My analysis hinges on the core resolution mechanic. In either a scripted plot or in the sandbox approach described, that core resolution mechanic is "GM decides." This puts a hard upper limit on player agency -- outside of action declaration, presumably most character build, and presumably combat, agency is largess by the GM. I'm fully cognizant that a lot of these work really well under a benevolent GM, but from a broader analytical standpoint, it's not a useful approach to delineate analysis by how this or that specific GM uses the established frameworks, but rather looking at the frameworks themselves. As such, there is a very similar amount of player agency in plotted and unplotted GM decides games.
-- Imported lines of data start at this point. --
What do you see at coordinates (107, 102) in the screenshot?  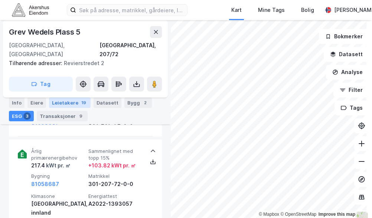 I see `div: Datasett` at bounding box center [107, 102].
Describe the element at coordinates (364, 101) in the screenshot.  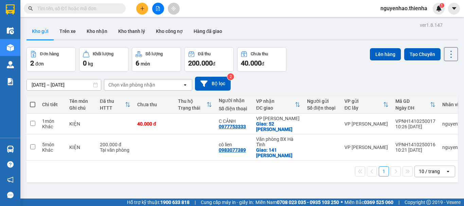
I see `div: VP gửi` at that location.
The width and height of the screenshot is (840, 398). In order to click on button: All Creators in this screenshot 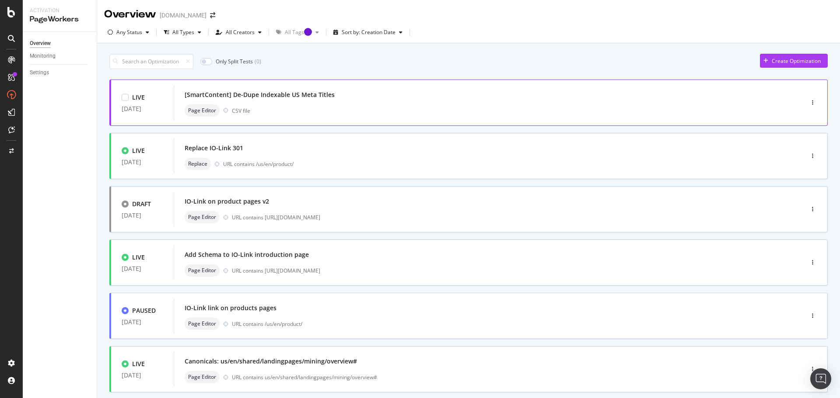, I will do `click(238, 32)`.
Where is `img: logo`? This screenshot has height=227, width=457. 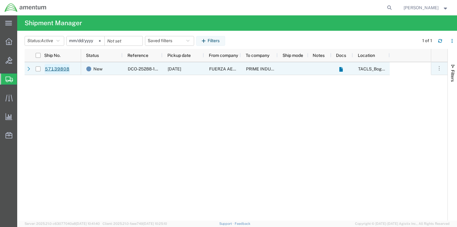
img: logo is located at coordinates (26, 8).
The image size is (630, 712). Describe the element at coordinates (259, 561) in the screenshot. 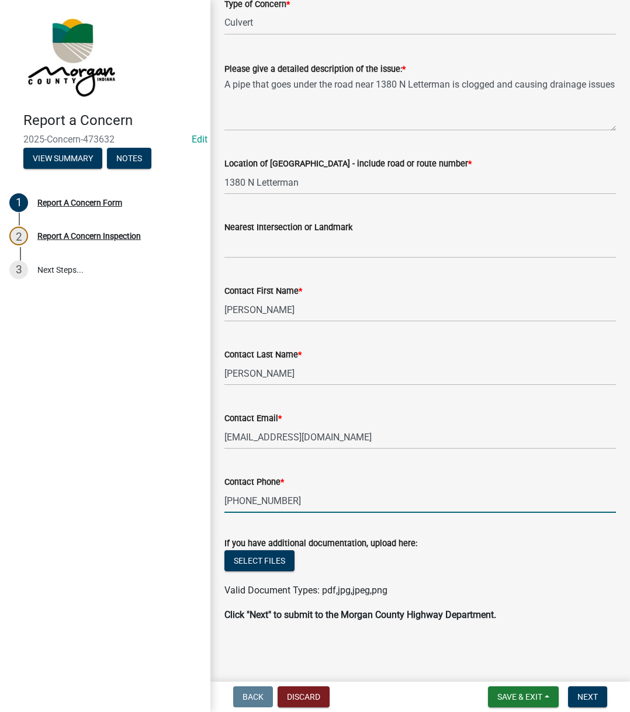

I see `button: Select files` at that location.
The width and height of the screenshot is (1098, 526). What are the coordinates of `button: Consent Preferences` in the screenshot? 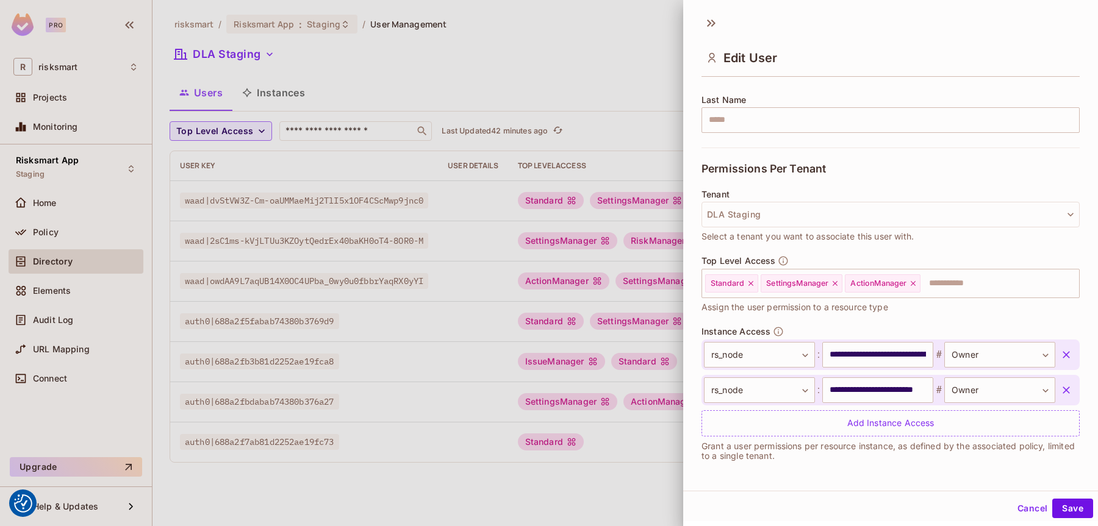 It's located at (23, 504).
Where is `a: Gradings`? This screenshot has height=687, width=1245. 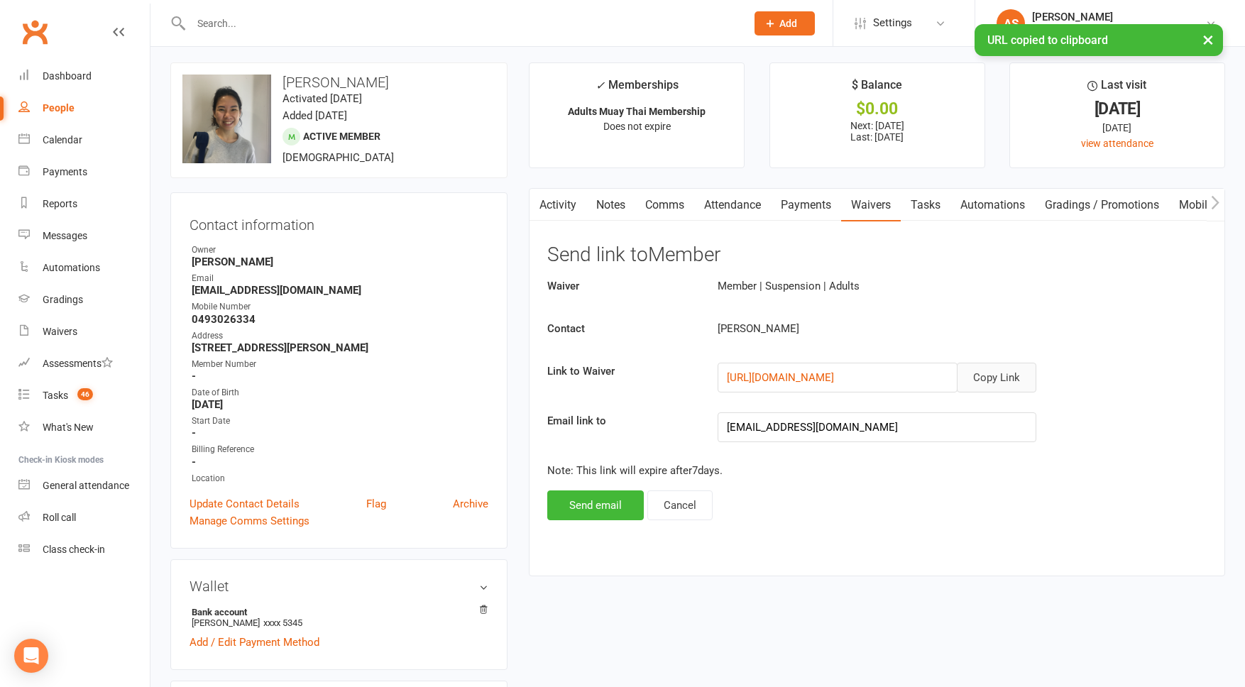 a: Gradings is located at coordinates (84, 300).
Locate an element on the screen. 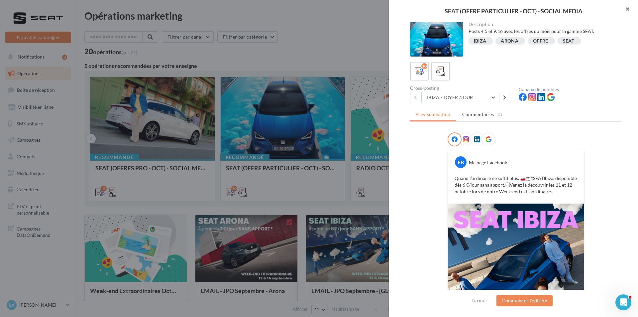 The width and height of the screenshot is (638, 317). div: Posts 4:5 et 9:16 avec les offres du mois pour la gamme SEAT. is located at coordinates (543, 31).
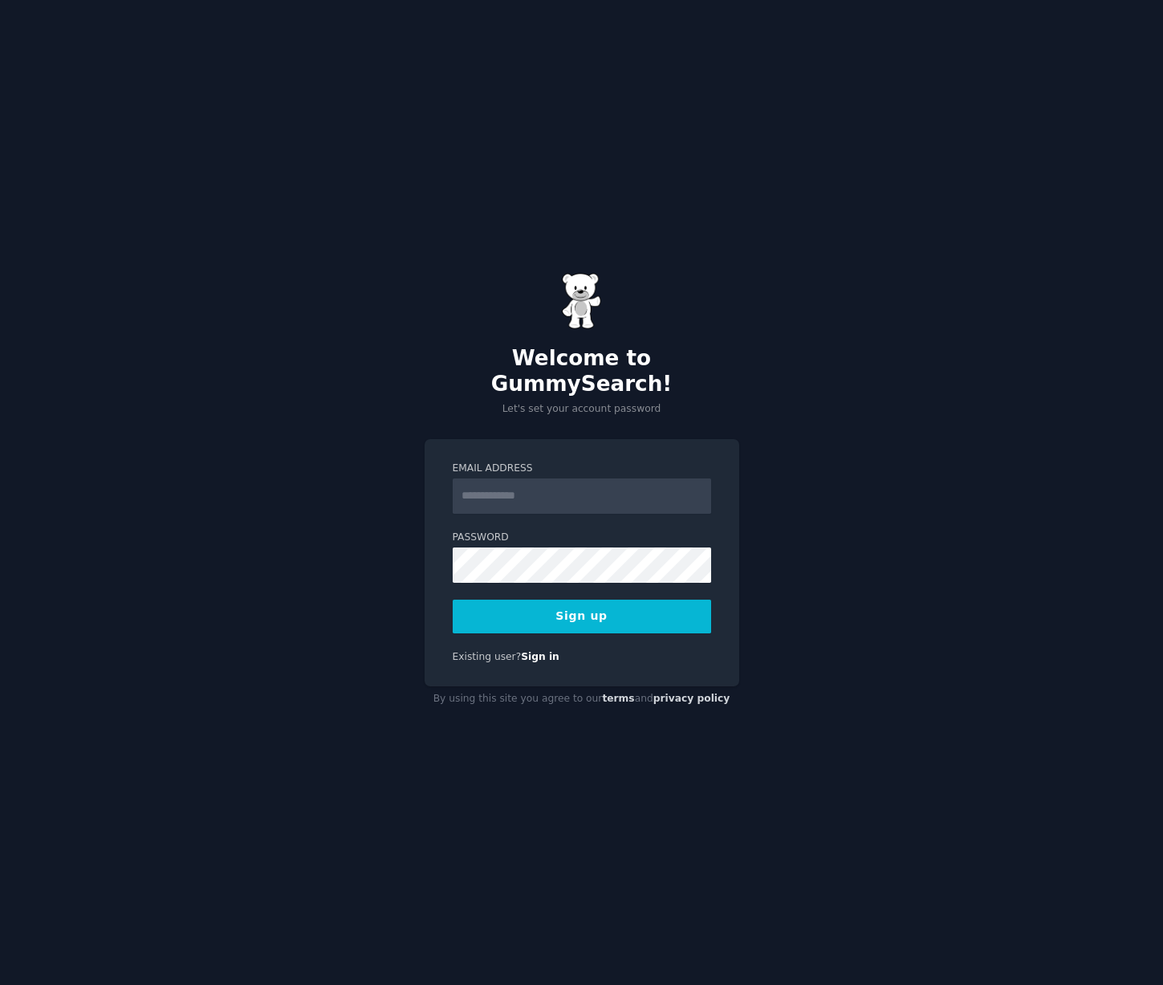 Image resolution: width=1163 pixels, height=985 pixels. Describe the element at coordinates (692, 699) in the screenshot. I see `a: privacy policy` at that location.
I fully grant that there is less in a plotted one, because there, at least, the GM will be constraining action declarations more tightly.

Contrasted to a game where there is no GM decides mechanic, but where the GM is tightly constrained on where and how they can do things, we're into games where the players do possess more agency by a clear and obvious margin -- there are many fewer places where the GM can impose their view by fiat.

NONE of this evaluates whether or not a game is fun or the participants enjoy it.